Once I knew the truth about you and Jack, I was devastated. In a way, it was worse, it being you rather than any other of the others. Not just because we were friends, but because I knew that you were not one of Jack’s usual floozies. Uncannily enough, you sometimes reminded me of him. The way you thought, your perceptions, your sense of humor, your quickness, and your lust for life.

My suspicions caused me to inveigle you into singing the birthday song in a suggestive way which I knew would alienate Jack forever. You see, I instinctively understood that Jack would end his relationship with you, wouldn’t risk it anymore, because in full view of the entire world, you proclaimed your affair with him so blatantly. He knew then that through you he could lose the world. No woman, not even you, could compensate him for that. For he is Jack Kennedy, bred to be President, not the Duke of Windsor, merely born to be King.

Despite that, there were times when I worried that your relationship with Jack would cause our marriage to end. You may ask me why I would have cared. First, because of Jack’s place in history—and, of course, my own. For although there is a lot of animosity and bitterness between us, both of us still relish the opportunities the Presidency offers us.

There is also my pride. I have no intention of failing at my marriage like my mother did. Or like Lee, living out her life among tawdry Europeans, traveling from fashionable resort to fashionable resort, following the social season like dirty water swilling around in an enclosed basin.

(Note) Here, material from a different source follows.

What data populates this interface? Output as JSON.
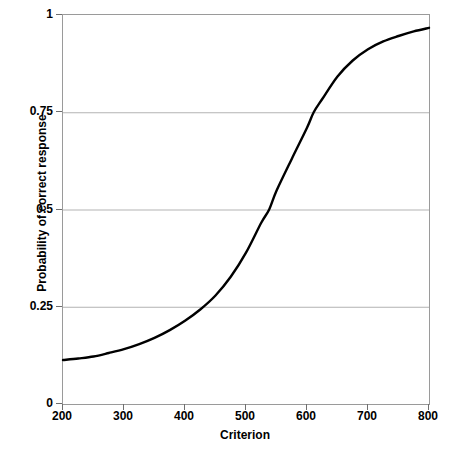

Then, of course, there are the children. The ones we lost and the
ones we have. Caroline is a sensitive, loving little girl, sometimes wounded by all the public attention, other times unaffected and happy. I would hate her to be the victim of divorce, as I was. Or to grow up infused with an abiding father hunger, as I was (and still am). As for John—he is only a baby, but already his tiny face lights up at the sound of his father’s voice. I would not wish to be responsible for depriving him of that joy.

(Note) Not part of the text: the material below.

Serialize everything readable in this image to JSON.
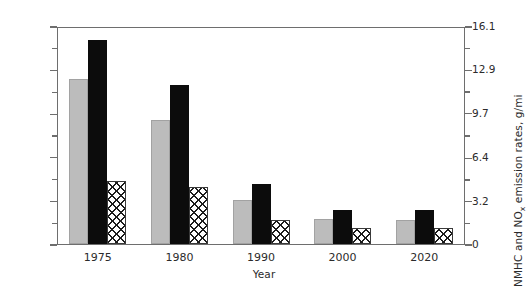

All of which is another way of saying, Marilyn, that I am delighted that you have fallen in love with Mr. X and out of love, at last, with Jack. If you hadn’t—I would have survived (I am inordinately stoic), but I am glad things are ending this way. Write and tell me about your mysterious Mr. X. I can’t wait!

Now that we have both come clean, as they say in the movies, on another front, there is something else. Tell me, if you will, what, if anything, Jack ever said to you about me. Did you ever tell him we are secret pen pals? Did you show him my letters? If that is the case, what did he say? I am also curious where, when, and how you and Jack ever managed to conduct your trysts.

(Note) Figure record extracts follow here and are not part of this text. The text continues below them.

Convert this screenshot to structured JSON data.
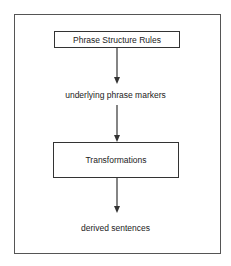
{
  "diagram": {
    "type": "flowchart",
    "nodes": [
      {
        "id": "psr",
        "label": "Phrase Structure Rules",
        "shape": "box"
      },
      {
        "id": "upm",
        "label": "underlying phrase markers",
        "shape": "text"
      },
      {
        "id": "trans",
        "label": "Transformations",
        "shape": "box"
      },
      {
        "id": "ds",
        "label": "derived sentences",
        "shape": "text"
      }
    ],
    "edges": [
      {
        "from": "psr",
        "to": "upm"
      },
      {
        "from": "upm",
        "to": "trans"
      },
      {
        "from": "trans",
        "to": "ds"
      }
    ],
    "colors": {
      "line": "#333333",
      "frame": "#555555",
      "background": "#ffffff"
    }
  }
}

There is also something else which I should like to know. I am not altogether sure how to phrase this request. … Just to say that it would amuse me greatly to learn exactly what Jack was like with you. In a sexual sense. Tell me everything. If I blush, then so be it.

Love,

J

__________________________

 

“Jackie was not threatened,” Clare Booth Luce said. “Not even by Marilyn Monroe. But if somehow word had gotten out, it would have upset her terribly. She could not bear the thought of being publicly humiliated” (see Bradford).